Ghana’s financial regulator, the Bank of Ghana (BoG), as part of the efforts to strengthen the country’s microfinance institutions, is now demanding a new GH¢100 million in capital to operate.
The BoG’s new rules say that for existing firms, the target is GH¢50 million by the end of 2026.
On the surface, the move might appear as a strategy to build “financial fortresses,” but experts are asking a tough question: Is throwing more money at the problem really the cure, or are we just papering over deeper cracks?
What Exactly are SDIs?
For the start, Specialized Deposit-Taking Institutions (SDIs) include Savings and Loans companies, Rural and Community Banks, and Microfinance firms. They are the lifelines of the underserved.

Unlike big commercial banks, SDIs focus on providing small loans to market traders, farmers, and startups that traditional banks often ignore. They are the engines of financial inclusion, turning small savings into productive capital for the informal sector.
The GH¢100M Question: Why Capital Alone Fails
The BoG believes that increasing its minimum capital will make SDIs more resilient. However, a research work by Banking and Financial Consultant, Dr. Richmond Atuahene, recent history tells a different story.
According to Dr. Atuahene, in 2018, capital requirements were raised, yet the sector still faced a massive crisis, requiring a GH¢21 billion bailout just two years later.
For the financial and banking consultant, the reality is that capital is not the only panacea if the foundation is rotten. He points to a “pocket bank” mentality where owners treat depositors’ money as their personal ATM.
He illustrates that if an institution has GH¢100 million but uses it for “insider dealing” and undocumented loans to the owner’s friends, that capital will vanish just as fast as GH¢15 million did.

The “Mission Drift” Crisis
The expert in banking further reveals that a major reason for the industry’s struggle is mission drift. Instead of sticking to small loans for poverty reduction, many SDIs are trying to act like “quasi-commercial” banks.
He narrates a shocking example where one Savings and Loans company, with a capital requirement of just GH¢15 million, had a staggering GH¢146 million loan exposure to only six companies. This, he describes as not micro-lending; it is a high-risk gamble that ignores the 25% single-borrower limit designed to protect your savings.
With such a situation, no amount of new capital can fix a business model that is fundamentally broken and “Ponzi-like”.
The Regulator also Plays a Role
He further argues that the regulator itself needs a shake-up. He alleges what he describes as a “regulatory inertia” and “ethical failures” within the BoG’s own supervision departments. Staff were reportedly aware of early warning signs as far back as 2018 but failed to act.
For him, ff the “watchman” ignores breaches of the law because of personal or political influence, then a GH¢100 million requirement is just a higher barrier to entry that doesn’t actually make the system safer.

A More Practical Path Forward
Instead of the “recapitalization blues” of the past, the banking expert suggests a more moderate approach. He therefore recommends the following measures to the Bank of Ghana.
• Lower the Bar: Instead of GH¢50 million for existing Savings and Loans, cap it at GH¢30 million to reflect the current recovering economy.
• Buy More Time: Extend the deadlines to December 2027 to avoid forced mergers that lead to job losses and cultural clashes.
• Independent Probes: Before demanding more money, commission an independent investigation into the “distressed” firms to see where the money actually went.
• Inflation Protection: Introduce index-linked capital tied to the Consumer Price Index (CPI) to ensure the value of the bank’s assets doesn’t get swallowed by inflation.
The Bottomline
The expert does not totally rubbish more capital, which can be a good safety net, but it is not the solution to poor governance, risky lending, and weak supervision.
Until the BoG enforces the rules it already has, the GH¢100 million mandate might just be a very expensive band-aid on a deep wound.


* [Task description] Tally the lines below that contain "FamilyFriends". The number is the whole answer.

(Provided records begins)

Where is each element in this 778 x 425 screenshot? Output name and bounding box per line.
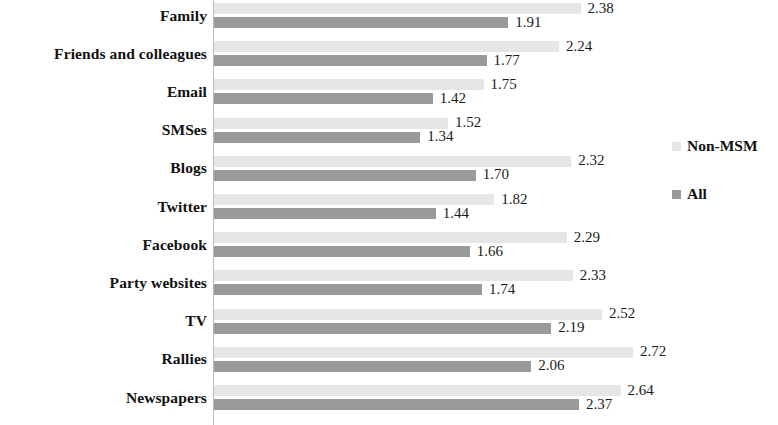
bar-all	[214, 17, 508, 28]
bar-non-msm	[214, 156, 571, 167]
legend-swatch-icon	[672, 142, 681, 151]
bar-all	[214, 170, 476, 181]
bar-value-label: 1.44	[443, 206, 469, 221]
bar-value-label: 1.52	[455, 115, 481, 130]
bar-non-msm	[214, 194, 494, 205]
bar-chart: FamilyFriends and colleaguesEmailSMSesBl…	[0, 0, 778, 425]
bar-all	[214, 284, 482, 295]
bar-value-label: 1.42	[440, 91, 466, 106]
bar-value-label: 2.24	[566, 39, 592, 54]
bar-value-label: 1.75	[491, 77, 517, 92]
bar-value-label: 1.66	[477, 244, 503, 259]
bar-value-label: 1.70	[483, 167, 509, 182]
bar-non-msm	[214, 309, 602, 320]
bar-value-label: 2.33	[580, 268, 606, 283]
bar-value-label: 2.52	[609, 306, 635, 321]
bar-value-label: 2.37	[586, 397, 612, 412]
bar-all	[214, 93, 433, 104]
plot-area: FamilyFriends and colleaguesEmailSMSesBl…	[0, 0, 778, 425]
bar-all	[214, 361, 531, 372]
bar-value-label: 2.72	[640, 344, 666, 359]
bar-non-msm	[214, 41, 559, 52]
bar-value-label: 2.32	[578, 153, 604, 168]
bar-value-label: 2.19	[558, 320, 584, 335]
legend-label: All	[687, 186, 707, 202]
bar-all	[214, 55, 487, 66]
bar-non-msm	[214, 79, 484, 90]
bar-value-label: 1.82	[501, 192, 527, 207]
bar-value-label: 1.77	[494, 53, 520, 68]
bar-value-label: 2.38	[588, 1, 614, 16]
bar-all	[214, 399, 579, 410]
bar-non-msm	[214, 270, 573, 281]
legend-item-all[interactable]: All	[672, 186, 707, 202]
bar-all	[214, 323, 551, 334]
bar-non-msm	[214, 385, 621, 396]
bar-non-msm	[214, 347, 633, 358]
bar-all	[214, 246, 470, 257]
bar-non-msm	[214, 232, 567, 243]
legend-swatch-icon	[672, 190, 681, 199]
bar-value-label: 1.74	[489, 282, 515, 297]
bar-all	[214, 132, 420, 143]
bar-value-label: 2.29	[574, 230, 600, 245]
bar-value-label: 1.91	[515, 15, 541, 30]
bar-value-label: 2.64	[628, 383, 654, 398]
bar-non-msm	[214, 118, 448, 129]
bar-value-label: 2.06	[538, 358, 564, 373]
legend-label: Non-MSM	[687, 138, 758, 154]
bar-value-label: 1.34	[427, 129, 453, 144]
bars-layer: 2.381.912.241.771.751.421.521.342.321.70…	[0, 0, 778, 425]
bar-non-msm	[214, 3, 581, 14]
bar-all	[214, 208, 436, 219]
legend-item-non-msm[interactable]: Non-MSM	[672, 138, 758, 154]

(Provided records ends)
(Provided records begins)

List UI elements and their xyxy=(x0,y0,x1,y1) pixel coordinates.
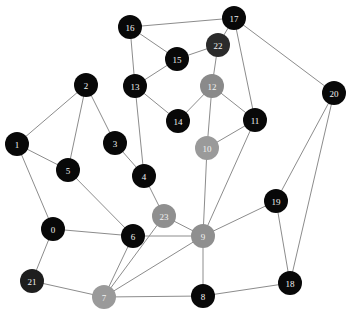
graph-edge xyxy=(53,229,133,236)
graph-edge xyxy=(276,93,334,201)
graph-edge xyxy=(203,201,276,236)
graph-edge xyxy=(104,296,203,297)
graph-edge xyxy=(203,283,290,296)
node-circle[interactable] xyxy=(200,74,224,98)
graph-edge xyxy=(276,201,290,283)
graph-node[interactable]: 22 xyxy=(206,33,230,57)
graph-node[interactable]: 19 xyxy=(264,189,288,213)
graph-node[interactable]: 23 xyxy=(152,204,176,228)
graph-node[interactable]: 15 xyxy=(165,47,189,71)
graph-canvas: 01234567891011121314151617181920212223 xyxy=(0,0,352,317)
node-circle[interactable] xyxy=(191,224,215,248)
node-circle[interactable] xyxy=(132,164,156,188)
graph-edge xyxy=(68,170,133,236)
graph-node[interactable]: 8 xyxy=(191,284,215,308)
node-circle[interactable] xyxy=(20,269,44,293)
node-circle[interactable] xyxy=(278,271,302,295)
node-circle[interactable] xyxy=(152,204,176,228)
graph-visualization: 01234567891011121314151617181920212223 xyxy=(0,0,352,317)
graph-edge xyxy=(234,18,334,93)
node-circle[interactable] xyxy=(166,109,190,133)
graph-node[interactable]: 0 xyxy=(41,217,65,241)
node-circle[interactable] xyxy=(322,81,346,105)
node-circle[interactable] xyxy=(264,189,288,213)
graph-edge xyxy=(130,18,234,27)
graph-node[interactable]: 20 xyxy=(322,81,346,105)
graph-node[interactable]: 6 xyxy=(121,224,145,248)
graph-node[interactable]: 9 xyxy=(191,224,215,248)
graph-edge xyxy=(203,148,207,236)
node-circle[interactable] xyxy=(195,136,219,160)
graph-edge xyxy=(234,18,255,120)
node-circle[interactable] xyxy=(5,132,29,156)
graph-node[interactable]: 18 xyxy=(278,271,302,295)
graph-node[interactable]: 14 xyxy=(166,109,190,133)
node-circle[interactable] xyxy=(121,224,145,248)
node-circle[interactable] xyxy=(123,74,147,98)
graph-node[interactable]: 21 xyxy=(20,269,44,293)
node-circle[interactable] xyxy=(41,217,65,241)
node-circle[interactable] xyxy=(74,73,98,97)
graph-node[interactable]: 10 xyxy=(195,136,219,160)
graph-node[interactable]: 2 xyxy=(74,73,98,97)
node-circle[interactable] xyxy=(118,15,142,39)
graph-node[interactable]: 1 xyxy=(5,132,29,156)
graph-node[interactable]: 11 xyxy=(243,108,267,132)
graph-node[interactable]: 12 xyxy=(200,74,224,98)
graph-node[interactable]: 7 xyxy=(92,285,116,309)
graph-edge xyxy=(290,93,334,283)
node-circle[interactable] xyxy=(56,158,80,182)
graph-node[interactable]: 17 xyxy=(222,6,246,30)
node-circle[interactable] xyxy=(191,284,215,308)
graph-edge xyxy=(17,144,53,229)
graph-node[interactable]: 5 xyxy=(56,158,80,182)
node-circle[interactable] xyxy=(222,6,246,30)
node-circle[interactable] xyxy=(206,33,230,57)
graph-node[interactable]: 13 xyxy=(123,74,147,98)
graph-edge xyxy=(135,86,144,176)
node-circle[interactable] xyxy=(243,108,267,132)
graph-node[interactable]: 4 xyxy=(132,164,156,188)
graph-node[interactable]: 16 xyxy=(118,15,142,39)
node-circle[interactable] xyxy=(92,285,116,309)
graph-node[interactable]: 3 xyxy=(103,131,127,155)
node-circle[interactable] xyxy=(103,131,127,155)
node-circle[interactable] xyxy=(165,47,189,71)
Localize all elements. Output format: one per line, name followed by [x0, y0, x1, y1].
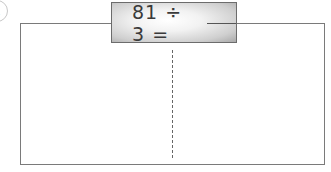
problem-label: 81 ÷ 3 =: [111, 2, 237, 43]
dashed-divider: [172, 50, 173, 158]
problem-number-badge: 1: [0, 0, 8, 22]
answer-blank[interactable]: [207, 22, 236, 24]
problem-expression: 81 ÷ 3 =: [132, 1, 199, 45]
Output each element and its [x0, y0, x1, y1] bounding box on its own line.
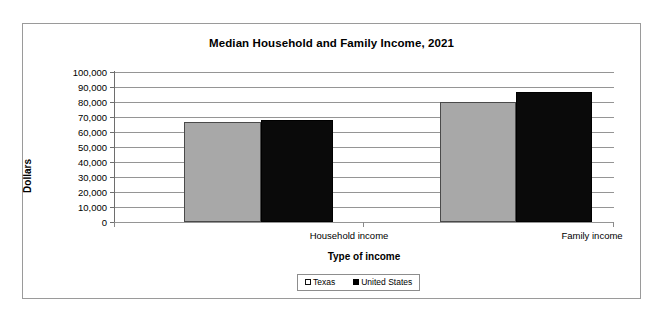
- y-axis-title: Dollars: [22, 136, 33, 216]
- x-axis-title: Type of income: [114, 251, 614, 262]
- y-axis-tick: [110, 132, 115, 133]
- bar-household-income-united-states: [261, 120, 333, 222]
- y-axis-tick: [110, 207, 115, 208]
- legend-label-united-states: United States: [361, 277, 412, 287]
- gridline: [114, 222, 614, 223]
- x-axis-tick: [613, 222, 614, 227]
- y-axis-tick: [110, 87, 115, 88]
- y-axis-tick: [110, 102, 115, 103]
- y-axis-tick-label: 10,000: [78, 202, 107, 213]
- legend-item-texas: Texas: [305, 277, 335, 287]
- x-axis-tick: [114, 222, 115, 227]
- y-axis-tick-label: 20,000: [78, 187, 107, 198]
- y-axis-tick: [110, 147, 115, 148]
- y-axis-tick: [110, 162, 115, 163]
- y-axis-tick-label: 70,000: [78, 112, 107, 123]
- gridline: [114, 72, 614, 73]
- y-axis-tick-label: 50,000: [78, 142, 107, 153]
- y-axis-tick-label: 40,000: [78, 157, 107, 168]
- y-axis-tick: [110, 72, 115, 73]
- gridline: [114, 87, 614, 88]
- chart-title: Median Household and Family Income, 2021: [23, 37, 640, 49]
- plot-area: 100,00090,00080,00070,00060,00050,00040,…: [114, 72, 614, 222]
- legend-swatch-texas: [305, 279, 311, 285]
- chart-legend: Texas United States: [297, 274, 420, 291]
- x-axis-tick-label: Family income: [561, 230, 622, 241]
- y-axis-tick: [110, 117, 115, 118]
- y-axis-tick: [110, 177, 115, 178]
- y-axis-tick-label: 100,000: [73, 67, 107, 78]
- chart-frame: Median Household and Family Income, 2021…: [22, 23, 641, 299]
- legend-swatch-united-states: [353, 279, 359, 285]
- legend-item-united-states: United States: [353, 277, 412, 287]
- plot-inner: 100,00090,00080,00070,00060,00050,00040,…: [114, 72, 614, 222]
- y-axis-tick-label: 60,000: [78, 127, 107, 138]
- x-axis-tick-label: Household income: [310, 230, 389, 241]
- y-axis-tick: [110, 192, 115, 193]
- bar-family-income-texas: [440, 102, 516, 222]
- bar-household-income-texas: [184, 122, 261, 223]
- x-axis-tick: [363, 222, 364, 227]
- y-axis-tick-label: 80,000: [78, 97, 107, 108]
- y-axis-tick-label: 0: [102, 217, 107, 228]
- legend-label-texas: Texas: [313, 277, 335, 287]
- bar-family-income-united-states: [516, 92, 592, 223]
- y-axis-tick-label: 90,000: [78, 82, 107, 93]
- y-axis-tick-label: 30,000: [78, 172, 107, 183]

(Provided records ends)

* [Task result] 2